Works celebrating the power of an inspiring and highly symbolic colour: Black

Mutual Art

Maruani Mercier presents works celebrating the power of an inspiring and highly symbolic colour: Black

 

KNOKKE.- The perception of colours and its use has always been cultural and ideological. A colour is often associated to an economic, political, social, symbolic issue within a specific context. “Any history of colours must first be a social history.” In this sense, the colour is a fact of society and as for each colour, the nature of black is twofold as it has been developed by the historian Michel Pastoureau in his book Noir: Histoire d’une couleur. * The black colour sometimes cumulates at the same time pejorative charge and elective value. Over the centuries, its symbolism has been subject to debate. 

Often associated with witchcraft or mourning, from the 14th to the 16th century, black became a respectable and luxurious colour, related to royalty until the middle of the 17th century. Later, the black colour has been linked to modernity. As such the meaning of the black colour has evolved over the years and its significance is now pluri-vocal. It has become tragic, poetic, modern, elegant, and transgressive, often seen as a symbol of rebellion. 

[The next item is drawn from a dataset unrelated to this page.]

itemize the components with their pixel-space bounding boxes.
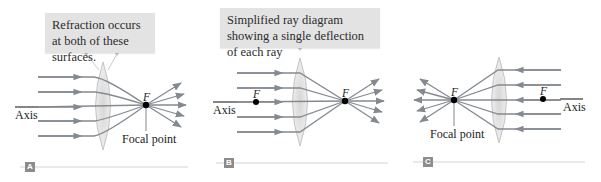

In the history of art, the colour blackevolved and became the subject matter and experimentation of many artists. As Henri Matisse said “Black is a colour by itself, which sums up and consumes the other colours.” In 1915, the Russian painter Kasimir Malevich presented his famous Black Cross and Black Square, initiating the movement of suprematism, which focused on basic geometric forms painted in a limited range of colours. The black in Malevich’s paintings, discharged of its symbolic substance, becomes a manifesto of modernity, marking a break in the history of art. Later, Abstract Expressionist artists such as Robert Motherwell and Franz Kline appropriated the black colour as their artistic language, exploring the materiality of the colour. The American sculptor Louise Nevelson, on her side, honoured the black colour through monumental, monochromatic, wooden wall pieces and outdoor sculptures made out of recycled objects. The black colour for her “wasn’t a negation of colour. It was an acceptance. Because black encompasses all colours. Black is the most aristocratic of all.” 

In the sixties, the French painter Pierre Soulages created the concept of outrenoir, exclusively using the black colour to create black paintings that evolve in time and space through light. In opposition to the variety of nuances of black used by Soulages, the British artist Anish Kapoor bought the artistic rights of the Vantablack colour in 2016, a colour which defies the perception of space and materiality.